I will collect some ideas myself of course, but it would be helpful for ideas to be gathered by you guys, and possibly recorded here before the meeting.
Think collaboratively: https://google.github.io/eng-practices/review/developer/handling-comments.html
Some good general principles we might want to take some inspiration on: https://github.com/subspace/subspace/blob/main/CONTRIBUTING.md#commits
From above on meaningful commits: Commits should tell a logical step by step story of the changes and ideally be individually meaningful. Use squashing and rebasing during development, reorder commits if it makes more sense that way, there is great tooling out there for these kinds of modifications.
Reviewer should be able to go through commits one by one and understand what is being changed, with non-trivial changes it is often very hard to review the final diff, so going through commits helps a lot.

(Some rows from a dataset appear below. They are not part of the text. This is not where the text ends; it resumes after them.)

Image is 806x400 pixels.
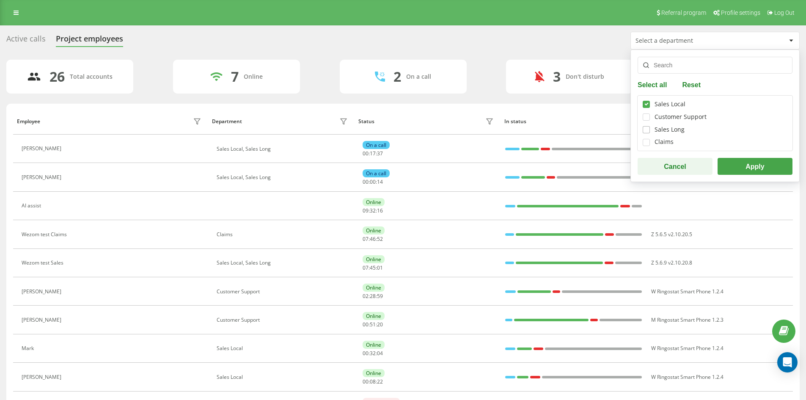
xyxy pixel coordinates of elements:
[363,369,385,377] div: Online
[212,119,242,124] div: Department
[718,158,793,175] button: Apply
[638,80,670,88] button: Select all
[363,226,385,235] div: Online
[363,341,385,349] div: Online
[217,374,350,380] div: Sales Local
[6,34,46,47] div: Active calls
[363,321,369,328] span: 00
[651,373,724,381] span: W Ringostat Smart Phone 1.2.4
[217,146,350,152] div: Sales Local, Sales Long
[651,231,693,238] span: Z 5.6.5 v2.10.20.5
[636,37,737,44] div: Select a department
[651,316,724,323] span: M Ringostat Smart Phone 1.2.3
[655,113,707,121] div: Customer Support
[363,264,369,271] span: 07
[377,378,383,385] span: 22
[370,292,376,300] span: 28
[553,69,561,85] div: 3
[363,350,383,356] div: : :
[655,138,674,146] div: Claims
[363,178,369,185] span: 00
[22,289,63,295] div: [PERSON_NAME]
[217,289,350,295] div: Customer Support
[363,350,369,357] span: 00
[363,322,383,328] div: : :
[363,293,383,299] div: : :
[244,73,263,80] div: Online
[394,69,401,85] div: 2
[363,284,385,292] div: Online
[363,265,383,271] div: : :
[655,101,686,108] div: Sales Local
[370,264,376,271] span: 45
[505,119,643,124] div: In status
[651,345,724,352] span: W Ringostat Smart Phone 1.2.4
[377,350,383,357] span: 04
[377,235,383,243] span: 52
[370,178,376,185] span: 00
[655,126,685,133] div: Sales Long
[651,259,693,266] span: Z 5.6.9 v2.10.20.8
[363,198,385,206] div: Online
[377,178,383,185] span: 14
[377,207,383,214] span: 16
[370,207,376,214] span: 32
[22,174,63,180] div: [PERSON_NAME]
[377,264,383,271] span: 01
[217,317,350,323] div: Customer Support
[70,73,113,80] div: Total accounts
[231,69,239,85] div: 7
[721,9,761,16] span: Profile settings
[370,150,376,157] span: 17
[638,158,713,175] button: Cancel
[363,236,383,242] div: : :
[377,321,383,328] span: 20
[22,260,66,266] div: Wezom test Sales
[363,292,369,300] span: 02
[363,235,369,243] span: 07
[363,378,369,385] span: 00
[363,379,383,385] div: : :
[363,312,385,320] div: Online
[217,260,350,266] div: Sales Local, Sales Long
[217,174,350,180] div: Sales Local, Sales Long
[217,232,350,237] div: Claims
[775,9,795,16] span: Log Out
[406,73,431,80] div: On a call
[778,352,798,372] div: Open Intercom Messenger
[662,9,706,16] span: Referral program
[651,288,724,295] span: W Ringostat Smart Phone 1.2.4
[680,80,704,88] button: Reset
[377,292,383,300] span: 59
[370,350,376,357] span: 32
[22,232,69,237] div: Wezom test Claims
[363,169,390,177] div: On a call
[56,34,123,47] div: Project employees
[377,150,383,157] span: 37
[217,345,350,351] div: Sales Local
[22,317,63,323] div: [PERSON_NAME]
[22,374,63,380] div: [PERSON_NAME]
[363,255,385,263] div: Online
[50,69,65,85] div: 26
[566,73,604,80] div: Don't disturb
[363,208,383,214] div: : :
[363,151,383,157] div: : :
[359,119,375,124] div: Status
[22,345,36,351] div: Mark
[22,146,63,152] div: [PERSON_NAME]
[370,235,376,243] span: 46
[363,150,369,157] span: 00
[370,378,376,385] span: 08
[363,179,383,185] div: : :
[370,321,376,328] span: 51
[17,119,40,124] div: Employee
[638,57,793,74] input: Search
[363,207,369,214] span: 09
[22,203,43,209] div: AI assist
[363,141,390,149] div: On a call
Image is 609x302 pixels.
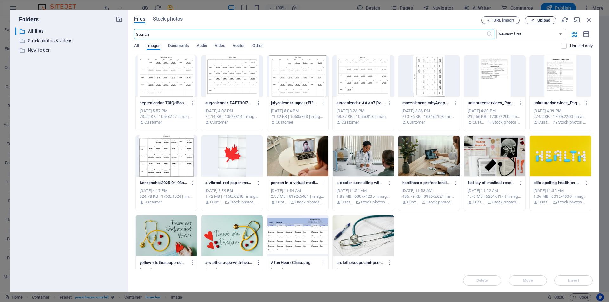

For this commits should be well-structured and there should be a reasonable number of them. 70 commits for 100 lines or changes is most likely bad, same with one commit that changes many thousands of lines of code in various places at once (lock files are a frequent and notable exception).
If you work on a branch and after a few commits notice that API introduced earlier doesn't work well or need to revert some changes, amend original commit instead of creating a new one much later, since reviewer going through individual commits will likely have a comment about something that was already fixed and will simply have to spend more time reviewing changes back and forth.
Different kinds of changes should ideally be in different commits if not pull requests entirely. For instance if you want to move something and change, move in one commit so reviewer can have a quick look without thinking about it too much and apply actual changes in a separate commit. Same with file renaming, if you rename file and change it significantly in the same commit it'll make reviewer's life very difficult and likely convince Git that one file was deleted and another file added, which breaks tooling for tracking file changes across renames.
It is sometimes the case that some refactoring needs to be done during feature development, try to extract those refactoring commits you have just done into a separate branch, submit it for review and rebase your working branch on refactoring branch so that the changes are clearly separated and easier to review as an example.